A few words, first, on the question of money. Opera is expensive, yes, but in the latter-day annals of extravagance it wins no prize. A budget of $16 million, or even $31 million, is hardly extreme for a four-part production that will unfold over two years. (Julie Taymor and her producers are said to be spending $60 million on a “Spider-Man” musical, which will presumably last only one evening.) Furthermore, the money comes almost entirely from ticket sales and donations; in the financial year just ended, the Met received just $698,000 from various government sources. And the “elite” image is exaggerated. The average seat at the Met costs $138, which is almost exactly what people pay to see the Rolling Stones.

Yet no matter how much the Met talks up its $20 rush tickets or its movie-theater simulcast series, which reaches millions of people a year, it can’t seem to shake its pince-nez image. Perhaps we’ve seen too many commercials with toffs in penguin suits to accept the fact that operagoers are, in fact, a motley middle-class lot. And the Wagner audience is the motliest of all — emeritus professors sit side by side with “Ring”-loving schoolteachers, fanatic record collectors, neophyte opera mavens and that woman wearing a Valkyrie helmet.

That is how Wagner wanted it. While he had a gift for extracting money from the wealthy, and became notoriously conservative in old age, he rejected the conventional picture of the opera house as a playground for socialites. After he fled Germany for Zurich in the wake of his participation in the 1849 Dresden uprising against the crown, he began to argue that the “artwork of the future” would no longer serve the moneyed classes but instead speak to the masses. He denounced the practice of favoring classics over new work. In a letter to the composer Franz Liszt, he heralded a time when “we shall abandon our habit of clinging firmly to the past, our egotistical concern for permanence and immortality at any price.”

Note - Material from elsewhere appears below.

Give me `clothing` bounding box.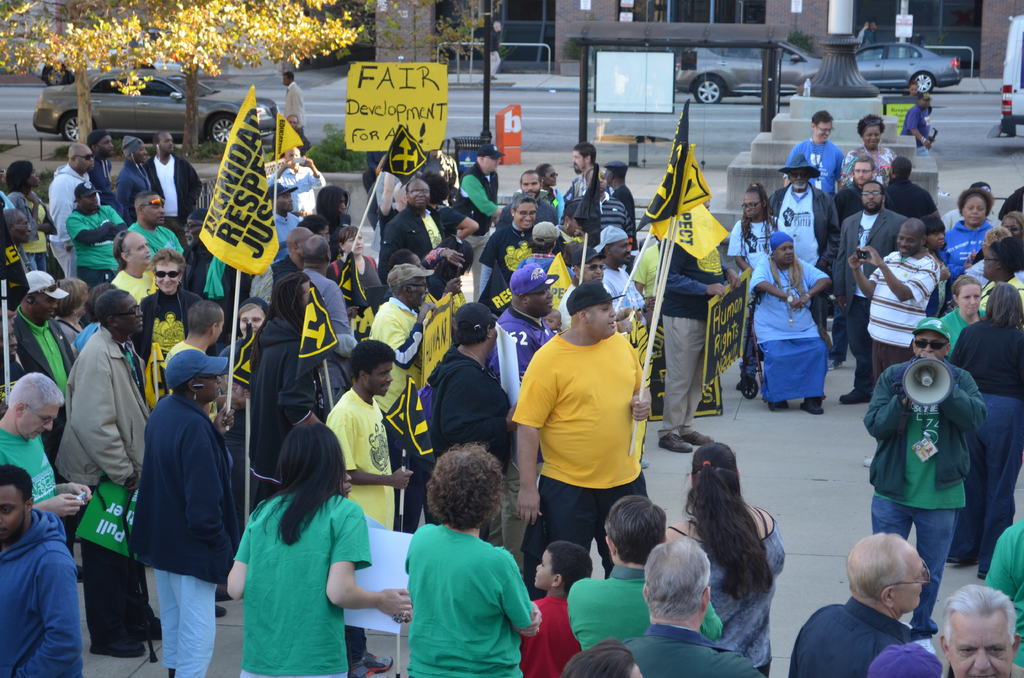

In his essay “Art and Revolution,” he proposed that theaters should be underwritten by the state and that all tickets should be free. In 1876, when he inaugurated a festival and opera house dedicated to staging his works in Bayreuth, Germany, he took pride in the democratic seating plan, which, unlike Madison Square Garden, gives everyone a good view.

The “Ring” itself carries a similar message. The adjective “Wagnerian” has entered popular discourse as a synonym for “grandiose,” but this colossal work is, in fact, a devastating deconstruction of the grand illusions of gods, men and dwarves. George Bernard Shaw, in his 1898 treatise “The Perfect Wagnerite,” influentially argued that the “Ring” is “a drama of today,” the power-seeking characters Wotan and Alberich suggesting the ruinous greed and corruption of a plutocratic society. Likewise, the musical language, with its system of identifying characters and concepts by leitmotifs, rejects operatic artifice in favor of direct communication. “There is not a single bar of ‘classical music’ in the ‘Ring,’” Shaw wrote.

The most potent moments are the most intimate, as when Wotan, chief of the gods, faces his own fallibility and, to quote Wagner’s stage directions, sinks into “the feeling of his powerlessness.” The true test of the Met’s production, directed by Robert Lepage, will come not in the Valhalla spectacle of “Das Rheingold,” but next spring, in that scene from “Die Walküre.”

In 1891, Mark Twain, no fan of elite culture, visited Bayreuth. He sent home an essay that reads at first like a methodical takedown: he notes all the weirdness of the Wagner cult, the confounding aspects of the experience. “Sometimes I feel like the sane person in a community of the mad,” he writes. Then, just when he seems ready to give the knife a final twist, he reveals himself as another convert. “But by no means do I ever overlook or minify the fact that this is one of the most extraordinary experiences of my life. I have never seen anything like this before. I have never seen anything so great and fine and real as this devotion.”

In the audience at the “Ring” on Monday night will be more than a few people undergoing the same stunned epiphany. On them, the money will be well spent.

Alex Ross, the music critic for The New Yorker, is the author of “Listen to This.”